The decision by Superior Court Judge Allan L. Steele limits the defense’s ability to argue that county officials should have followed up more carefully on reports that Pamela Rother was not caring for her baby properly.
Rachel Catherine Rother was 64 days old when she died of starvation after being deprived of the equivalent of 14 days of nutrition. At the time of her death on Feb. 22, she weighed barely 5 pounds, down from the 6 pounds, 5 ounces she weighed at birth, according to trial testimony.
Pamela Rother, 32, is charged with felony child neglect. She faces up to 10 years in prison if convicted.
The infant had last been seen by a doctor on Jan. 12, after sheriff’s deputies responded to an anonymous call about Rother’s allegedly erratic behavior and drug abuse.
Dr. Elizabeth Patterson, an emergency room physician at Ojai Valley Hospital, testified that Rachel was on the small side that day but had grown beyond her birth weight and appeared healthy.

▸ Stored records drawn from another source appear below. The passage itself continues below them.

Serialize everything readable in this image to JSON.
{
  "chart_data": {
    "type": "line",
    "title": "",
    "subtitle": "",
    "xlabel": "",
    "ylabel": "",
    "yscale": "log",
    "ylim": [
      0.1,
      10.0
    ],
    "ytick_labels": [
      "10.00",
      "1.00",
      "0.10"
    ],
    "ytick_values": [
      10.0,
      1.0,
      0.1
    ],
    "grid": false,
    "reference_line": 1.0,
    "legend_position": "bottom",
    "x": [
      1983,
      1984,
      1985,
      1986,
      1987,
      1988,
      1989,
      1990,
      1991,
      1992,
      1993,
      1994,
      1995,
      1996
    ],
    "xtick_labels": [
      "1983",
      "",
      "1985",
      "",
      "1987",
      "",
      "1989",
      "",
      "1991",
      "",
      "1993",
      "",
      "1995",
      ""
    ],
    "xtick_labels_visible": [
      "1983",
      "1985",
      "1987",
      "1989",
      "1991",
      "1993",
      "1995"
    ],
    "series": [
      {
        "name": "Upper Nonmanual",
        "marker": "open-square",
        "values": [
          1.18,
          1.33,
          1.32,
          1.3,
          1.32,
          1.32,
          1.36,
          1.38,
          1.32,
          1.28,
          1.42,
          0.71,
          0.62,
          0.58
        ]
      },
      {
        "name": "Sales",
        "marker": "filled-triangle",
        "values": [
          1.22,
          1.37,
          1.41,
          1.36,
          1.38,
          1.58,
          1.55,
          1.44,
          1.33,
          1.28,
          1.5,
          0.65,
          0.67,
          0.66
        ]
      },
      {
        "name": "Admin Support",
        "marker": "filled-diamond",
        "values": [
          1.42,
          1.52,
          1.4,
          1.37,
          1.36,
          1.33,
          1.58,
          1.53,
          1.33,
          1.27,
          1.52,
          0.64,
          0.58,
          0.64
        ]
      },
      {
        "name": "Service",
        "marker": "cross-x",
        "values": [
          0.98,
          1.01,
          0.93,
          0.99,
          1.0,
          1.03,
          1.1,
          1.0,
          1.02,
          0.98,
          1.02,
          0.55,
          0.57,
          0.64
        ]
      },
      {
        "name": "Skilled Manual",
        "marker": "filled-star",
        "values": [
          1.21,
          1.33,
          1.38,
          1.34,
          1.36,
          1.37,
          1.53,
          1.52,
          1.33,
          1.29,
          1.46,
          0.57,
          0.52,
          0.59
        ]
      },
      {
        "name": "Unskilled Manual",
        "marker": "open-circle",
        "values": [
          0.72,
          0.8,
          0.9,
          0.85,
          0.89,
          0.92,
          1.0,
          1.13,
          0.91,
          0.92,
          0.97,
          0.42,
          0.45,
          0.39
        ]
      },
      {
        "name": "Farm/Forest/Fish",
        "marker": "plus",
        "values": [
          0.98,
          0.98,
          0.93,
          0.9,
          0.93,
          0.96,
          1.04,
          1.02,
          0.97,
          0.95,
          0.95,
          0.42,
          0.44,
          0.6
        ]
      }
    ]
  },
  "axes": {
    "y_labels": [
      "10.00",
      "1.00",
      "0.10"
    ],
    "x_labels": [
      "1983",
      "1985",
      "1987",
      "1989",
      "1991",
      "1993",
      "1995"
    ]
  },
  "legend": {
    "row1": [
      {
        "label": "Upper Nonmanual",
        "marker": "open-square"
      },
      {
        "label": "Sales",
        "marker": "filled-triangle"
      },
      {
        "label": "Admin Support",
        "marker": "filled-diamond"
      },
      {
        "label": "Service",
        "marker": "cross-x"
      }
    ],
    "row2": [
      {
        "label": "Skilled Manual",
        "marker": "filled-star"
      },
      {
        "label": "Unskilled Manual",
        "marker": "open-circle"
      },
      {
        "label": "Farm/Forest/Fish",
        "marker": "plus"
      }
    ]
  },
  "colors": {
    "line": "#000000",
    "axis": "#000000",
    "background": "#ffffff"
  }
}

Patterson also testified that she observed Rother with the infant, and that the defendant cuddled and fed the baby and was otherwise “acting as a mother.”

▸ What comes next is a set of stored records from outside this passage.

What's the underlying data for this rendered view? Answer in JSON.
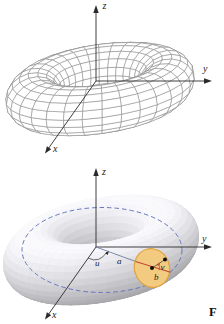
{
  "top_figure": {
    "axis_labels": {
      "x": "x",
      "y": "y",
      "z": "z"
    }
  },
  "bottom_figure": {
    "axis_labels": {
      "x": "x",
      "y": "y",
      "z": "z"
    },
    "labels": {
      "u": "u",
      "v": "v",
      "a": "a",
      "b": "b"
    },
    "caption_fragment": "F"
  },
  "colors": {
    "wireframe_stroke": "#8a8a8a",
    "wireframe_fill": "#ffffff",
    "solid_base_gray": "#cdced2",
    "dashed_circle": "#6577bd",
    "disc_fill": "#f3cb80",
    "disc_stroke": "#dfa23e",
    "red_line": "#bf4a32",
    "a_line": "#6e7da0"
  }
}
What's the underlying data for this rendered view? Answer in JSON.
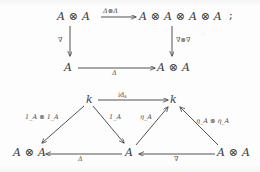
{
  "page": {
    "background_color": "#fdfdfd",
    "ink_color": "#3c3c3c",
    "width": 260,
    "height": 172
  },
  "diagram_top": {
    "name": "comultiplication-compatibility-square",
    "nodes": {
      "top_left": "A ⊗ A",
      "top_right": "A ⊗ A ⊗ A ⊗ A",
      "bottom_left": "A",
      "bottom_right": "A ⊗ A"
    },
    "arrows": {
      "top": {
        "label": "Δ⊗Δ",
        "from": "top_left",
        "to": "top_right",
        "direction": "right"
      },
      "left": {
        "label": "∇",
        "from": "top_left",
        "to": "bottom_left",
        "direction": "down"
      },
      "right": {
        "label": "∇⊗∇",
        "from": "top_right",
        "to": "bottom_right",
        "direction": "down"
      },
      "bottom": {
        "label": "Δ",
        "from": "bottom_left",
        "to": "bottom_right",
        "direction": "right"
      }
    },
    "trailing_punctuation": ";"
  },
  "diagram_bottom": {
    "name": "unit-counit-triangles",
    "nodes": {
      "k_left": "k",
      "k_right": "k",
      "left_tensor": "A ⊗ A",
      "center": "A",
      "right_tensor": "A ⊗ A"
    },
    "arrows": {
      "top": {
        "label": "id",
        "label_sub": "k",
        "from": "k_left",
        "to": "k_right",
        "direction": "right"
      },
      "left_diagonal": {
        "label": "1",
        "label_sub": "A",
        "label_full": "1_A ⊗ 1_A",
        "from": "k_left",
        "to": "left_tensor",
        "direction": "down-left"
      },
      "center_left_diagonal": {
        "label": "1",
        "label_sub": "A",
        "label_full": "1_A",
        "from": "k_left",
        "to": "center",
        "direction": "down-right"
      },
      "center_right_diagonal": {
        "label": "η",
        "label_sub": "A",
        "label_full": "η_A",
        "from": "center",
        "to": "k_right",
        "direction": "up-right"
      },
      "right_diagonal": {
        "label": "η",
        "label_sub": "A",
        "label_full": "η_A ⊗ η_A",
        "from": "right_tensor",
        "to": "k_right",
        "direction": "up-left"
      },
      "bottom_left": {
        "label": "Δ",
        "from": "center",
        "to": "left_tensor",
        "direction": "left"
      },
      "bottom_right": {
        "label": "∇",
        "from": "right_tensor",
        "to": "center",
        "direction": "left"
      }
    }
  }
}
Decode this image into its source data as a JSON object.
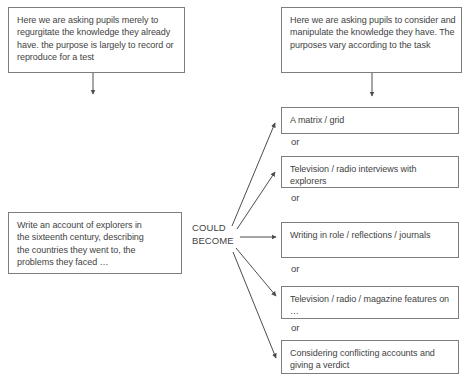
{
  "boxes": {
    "top_left": {
      "text": "Here we are asking pupils merely to regurgitate the knowledge they already have. the purpose is largely to record or reproduce for a test"
    },
    "top_right": {
      "text": "Here we are asking pupils to consider and manipulate the knowledge they have. The purposes vary according to the task"
    },
    "task": {
      "text": "Write an account of explorers in the sixteenth century, describing the countries they went to, the problems they faced …"
    }
  },
  "connector": {
    "label": "COULD BECOME",
    "or_label": "or"
  },
  "options": [
    {
      "label": "A matrix / grid"
    },
    {
      "label": "Television / radio interviews with explorers"
    },
    {
      "label": "Writing in role / reflections / journals"
    },
    {
      "label": "Television / radio / magazine features on …"
    },
    {
      "label": "Considering conflicting accounts and giving a verdict"
    }
  ],
  "colors": {
    "background": "#ffffff",
    "box_border": "#7d7d7d",
    "text": "#3f3f3f",
    "arrow": "#4c4c4c"
  }
}
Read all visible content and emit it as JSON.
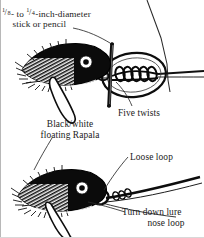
{
  "figure": {
    "ink_color": "#000000",
    "paper_color": "#ffffff",
    "labels": {
      "stick_line1_prefix": "",
      "stick_line1_frac1_num": "1",
      "stick_line1_frac1_den": "8",
      "stick_line1_mid": "- to ",
      "stick_line1_frac2_num": "1",
      "stick_line1_frac2_den": "4",
      "stick_line1_suffix": "-inch-diameter",
      "stick_line2": "stick or pencil",
      "five_twists": "Five twists",
      "rapala_line1": "Black/white",
      "rapala_line2": "floating Rapala",
      "loose_loop": "Loose loop",
      "turn_line1": "Turn down lure",
      "turn_line2": "nose loop"
    },
    "panels": [
      {
        "name": "top-panel",
        "description": "Floating Rapala lure with loop knot held open by a stick, five twists in the standing line"
      },
      {
        "name": "bottom-panel",
        "description": "Floating Rapala lure tilted nose-down with loose loop at nose"
      }
    ]
  }
}
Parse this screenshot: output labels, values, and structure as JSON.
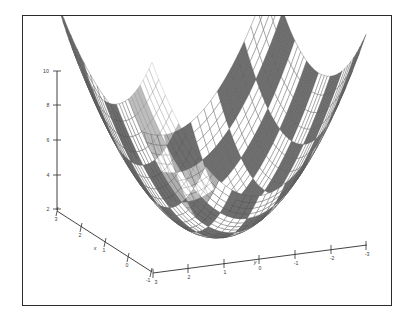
{
  "figure": {
    "title": "",
    "background_color": "#ffffff",
    "frame_color": "#2b2b2b"
  },
  "chart_data": {
    "type": "surface",
    "title": "",
    "xlabel": "x",
    "ylabel": "y",
    "zlabel": "",
    "function": "z = x^2 + y^2 (elliptic paraboloid)",
    "colormap": "checkerboard-grayscale",
    "grid": true,
    "legend": "none",
    "projection": "3d",
    "shading": "faceted",
    "mesh_line_color": "#555555",
    "checker_dark_color": "#6e6e6e",
    "checker_light_color": "#ffffff",
    "axes": {
      "x": {
        "label": "x",
        "ticks": [
          3,
          2,
          1,
          0,
          -1
        ],
        "tick_labels": [
          "3",
          "2",
          "1",
          "0",
          "-1"
        ],
        "range": [
          -1,
          3
        ],
        "position": "lower-left"
      },
      "y": {
        "label": "y",
        "ticks": [
          3,
          2,
          1,
          0,
          -1,
          -2,
          -3
        ],
        "tick_labels": [
          "3",
          "2",
          "1",
          "0",
          "-1",
          "-2",
          "-3"
        ],
        "range": [
          -3,
          3
        ],
        "position": "lower-right"
      },
      "z": {
        "label": "",
        "ticks": [
          2,
          4,
          6,
          8,
          10
        ],
        "tick_labels": [
          "2",
          "4",
          "6",
          "8",
          "10"
        ],
        "range": [
          2,
          10
        ],
        "position": "left-vertical"
      }
    },
    "surface_samples": {
      "x": [
        -1,
        -0.5,
        0,
        0.5,
        1,
        1.5,
        2,
        2.5,
        3
      ],
      "y": [
        -3,
        -2.25,
        -1.5,
        -0.75,
        0,
        0.75,
        1.5,
        2.25,
        3
      ],
      "z_corners": {
        "x_min_y_min": 10,
        "x_min_y_max": 10,
        "x_max_y_min": 18,
        "x_max_y_max": 18,
        "center": 0
      }
    }
  },
  "axis_labels": {
    "x_name": "x",
    "y_name": "y"
  },
  "z_ticks": [
    "10",
    "8",
    "6",
    "4",
    "2"
  ],
  "x_ticks": [
    "3",
    "2",
    "1",
    "0",
    "-1"
  ],
  "y_ticks": [
    "3",
    "2",
    "1",
    "0",
    "-1",
    "-2",
    "-3"
  ]
}
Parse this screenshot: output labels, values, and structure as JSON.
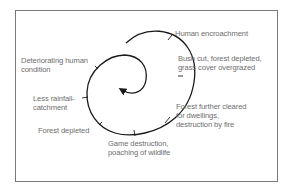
{
  "diagram": {
    "type": "spiral",
    "labels": {
      "human_encroachment": "Human encroachment",
      "bush_cut_1": "Bush cut, forest depleted,",
      "bush_cut_2": "grass cover overgrazed",
      "forest_cleared_1": "Forest further cleared",
      "forest_cleared_2": "for dwellings,",
      "forest_cleared_3": "destruction by fire",
      "game_destruction_1": "Game destruction,",
      "game_destruction_2": "poaching of wildlife",
      "forest_depleted": "Forest depleted",
      "less_rainfall_1": "Less rainfall-",
      "less_rainfall_2": "catchment",
      "deteriorating_1": "Deteriorating human",
      "deteriorating_2": "condition"
    },
    "stage_order": [
      "Human encroachment",
      "Bush cut, forest depleted, grass cover overgrazed",
      "Forest further cleared for dwellings, destruction by fire",
      "Game destruction, poaching of wildlife",
      "Forest depleted",
      "Less rainfall-catchment",
      "Deteriorating human condition"
    ],
    "colors": {
      "line": "#1a1a1a",
      "text": "#6e6e6e",
      "frame": "#7a7a7a"
    }
  }
}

Under cross-examination, however, Deputy Public Defender Douglas Daily got Patterson to admit that not everything about the visit was normal--for example, Rother said she believed she had delivered twins the day Rachel was born, and she kept the hospital ankle band on her daughter so she could tell the two babies apart.
Rachel was returned to her mother that evening, after interviews were conducted by social service officials and deputies.

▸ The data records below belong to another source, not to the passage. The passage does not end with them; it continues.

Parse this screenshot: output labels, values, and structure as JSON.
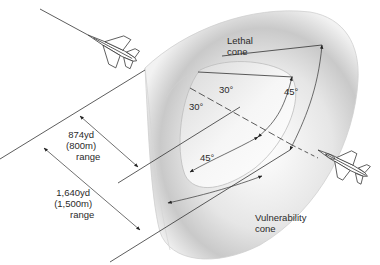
{
  "labels": {
    "lethal_cone": [
      "Lethal",
      "cone"
    ],
    "vulnerability_cone": [
      "Vulnerability",
      "cone"
    ],
    "range_874": [
      "874yd",
      "(800m)",
      "range"
    ],
    "range_1640": [
      "1,640yd",
      "(1,500m)",
      "range"
    ],
    "angle_inner_top": "30°",
    "angle_inner_left": "30°",
    "angle_outer_right": "45°",
    "angle_outer_bottom": "45°"
  },
  "colors": {
    "line": "#333333",
    "cone_light": "#f4f4f4",
    "cone_shade": "#c8c8c8"
  },
  "aircraft": {
    "attacker": "fighter-jet-top-left",
    "target": "fighter-jet-bottom-right"
  }
}
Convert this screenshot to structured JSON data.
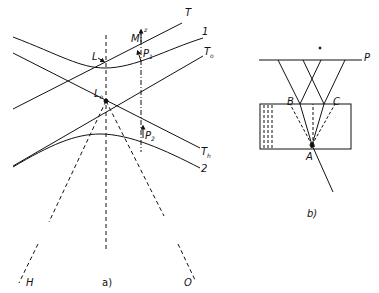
{
  "figure": {
    "panel_a": {
      "caption": "a)",
      "labels": {
        "T": "T",
        "one": "1",
        "T0": "T",
        "T0_sub": "o",
        "Th": "T",
        "Th_sub": "h",
        "two": "2",
        "L": "L",
        "L0": "L",
        "L0_sub": "o",
        "M": "M",
        "z": "z",
        "P1": "P",
        "P1_sub": "1",
        "P2": "P",
        "P2_sub": "2",
        "H": "H",
        "O": "O"
      }
    },
    "panel_b": {
      "caption": "b)",
      "labels": {
        "P": "P",
        "A": "A",
        "B": "B",
        "C": "C"
      }
    },
    "colors": {
      "ink": "#111111",
      "background": "#ffffff"
    }
  }
}
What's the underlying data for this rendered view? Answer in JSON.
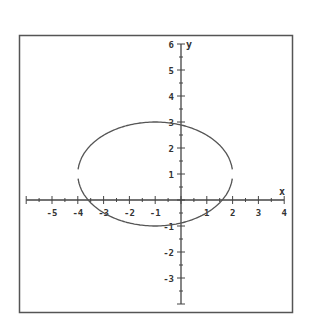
{
  "chart_data": {
    "type": "line",
    "title": "",
    "xlabel": "x",
    "ylabel": "y",
    "xlim": [
      -6,
      4
    ],
    "ylim": [
      -4,
      6
    ],
    "grid": false,
    "x_ticks": [
      -5,
      -4,
      -3,
      -2,
      -1,
      1,
      2,
      3,
      4
    ],
    "y_ticks": [
      6,
      5,
      4,
      3,
      2,
      1,
      -1,
      -2,
      -3
    ],
    "x_tick_labels": [
      "-5",
      "-4",
      "-3",
      "-2",
      "-1",
      "1",
      "2",
      "3",
      "4"
    ],
    "y_tick_labels": [
      "6",
      "5",
      "4",
      "3",
      "2",
      "1",
      "-1",
      "-2",
      "-3"
    ],
    "minor_ticks_per_unit": 2,
    "series": [
      {
        "name": "ellipse",
        "shape": "ellipse",
        "center": [
          -1,
          1
        ],
        "semi_axis_x": 3,
        "semi_axis_y": 2,
        "equation": "(x+1)^2/9 + (y-1)^2/4 = 1",
        "x_range": [
          -4,
          2
        ],
        "y_range": [
          -1,
          3
        ],
        "color": "#555555"
      }
    ]
  },
  "colors": {
    "frame": "#555555",
    "axes": "#444444",
    "curve": "#555555",
    "background": "#ffffff"
  }
}
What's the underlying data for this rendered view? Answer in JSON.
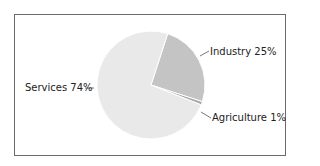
{
  "chart_data": {
    "type": "pie",
    "title": "",
    "categories": [
      "Services",
      "Industry",
      "Agriculture"
    ],
    "values": [
      74,
      25,
      1
    ],
    "labels": [
      "Services 74%",
      "Industry 25%",
      "Agriculture 1%"
    ],
    "colors": [
      "#e9e9e9",
      "#c4c4c4",
      "#a8a8a8"
    ],
    "legend": "none",
    "border": true
  },
  "labels": {
    "services": "Services 74%",
    "industry": "Industry 25%",
    "agriculture": "Agriculture 1%"
  }
}
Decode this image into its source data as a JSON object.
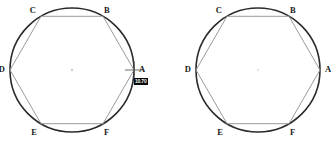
{
  "figure_left": {
    "name": "circle-with-inscribed-hexagon-left",
    "circle": {
      "cx": 72,
      "cy": 70,
      "r": 62,
      "stroke": "#2b2b2b",
      "stroke_width": 1.6
    },
    "hexagon": {
      "stroke": "#9a9a9a",
      "stroke_width": 1.0,
      "fill": "none"
    },
    "center_dot": {
      "cx": 72,
      "cy": 70,
      "r": 0.9,
      "color": "#b0b0b0",
      "visible": true
    },
    "vertices": [
      {
        "id": "A",
        "label": "A",
        "angle_deg": 0,
        "x": 134,
        "y": 70,
        "label_x": 139,
        "label_y": 70
      },
      {
        "id": "B",
        "label": "B",
        "angle_deg": 60,
        "x": 103,
        "y": 16.3,
        "label_x": 104,
        "label_y": 11
      },
      {
        "id": "C",
        "label": "C",
        "angle_deg": 120,
        "x": 41,
        "y": 16.3,
        "label_x": 36,
        "label_y": 11
      },
      {
        "id": "D",
        "label": "D",
        "angle_deg": 180,
        "x": 10,
        "y": 70,
        "label_x": 5,
        "label_y": 70
      },
      {
        "id": "E",
        "label": "E",
        "angle_deg": 240,
        "x": 41,
        "y": 123.7,
        "label_x": 37,
        "label_y": 133
      },
      {
        "id": "F",
        "label": "F",
        "angle_deg": 300,
        "x": 103,
        "y": 123.7,
        "label_x": 104,
        "label_y": 133
      }
    ],
    "cursor": {
      "type": "crosshair",
      "x": 134,
      "y": 70,
      "arm": 9,
      "color": "#4a4a4a",
      "visible": true
    },
    "tooltip": {
      "text": "10.70",
      "x": 134,
      "y": 78,
      "visible": true
    }
  },
  "figure_right": {
    "name": "circle-with-inscribed-hexagon-right",
    "circle": {
      "cx": 90,
      "cy": 70,
      "r": 62,
      "stroke": "#2b2b2b",
      "stroke_width": 1.6
    },
    "hexagon": {
      "stroke": "#9a9a9a",
      "stroke_width": 1.0,
      "fill": "none"
    },
    "center_dot": {
      "cx": 90,
      "cy": 70,
      "r": 0.9,
      "color": "#d8d8d8",
      "visible": true
    },
    "vertices": [
      {
        "id": "A",
        "label": "A",
        "angle_deg": 0,
        "x": 152,
        "y": 70,
        "label_x": 157,
        "label_y": 70
      },
      {
        "id": "B",
        "label": "B",
        "angle_deg": 60,
        "x": 121,
        "y": 16.3,
        "label_x": 122,
        "label_y": 11
      },
      {
        "id": "C",
        "label": "C",
        "angle_deg": 120,
        "x": 59,
        "y": 16.3,
        "label_x": 54,
        "label_y": 11
      },
      {
        "id": "D",
        "label": "D",
        "angle_deg": 180,
        "x": 28,
        "y": 70,
        "label_x": 23,
        "label_y": 70
      },
      {
        "id": "E",
        "label": "E",
        "angle_deg": 240,
        "x": 59,
        "y": 123.7,
        "label_x": 55,
        "label_y": 133
      },
      {
        "id": "F",
        "label": "F",
        "angle_deg": 300,
        "x": 121,
        "y": 123.7,
        "label_x": 122,
        "label_y": 133
      }
    ],
    "cursor": {
      "type": "none",
      "visible": false
    },
    "tooltip": {
      "text": "",
      "visible": false
    }
  },
  "canvas": {
    "width": 336,
    "height": 144,
    "background": "#ffffff"
  }
}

The child died 42 days later. Deputy Dist. Atty. Michael K. Frawley told Steele that Rother ate cheeseburgers and kept herself supplied with methamphetamines and cigarettes during those intervening days, while feeding the baby water. Rother was given a three-month supply of baby formula by a friend, Frawley said, but much of it was found later in a trash can.
Daily wanted to argue at the non-jury trial that county officials should have spotted the danger to the child and taken her away from Rother. In his opening statement, Daily said Rother was unable to care for her daughter because the mother herself was “the unfortunate victim of years of neglect, of being beaten down.”
The defense attorney said the social service workers’ “duty to intervene, intercede on behalf of the child, became paramount, more paramount than the mother’s.”
Steele ruled, however, that the behavior of county officials is irrelevant to the issue of whether Rother herself was negligent in failing to feed her child.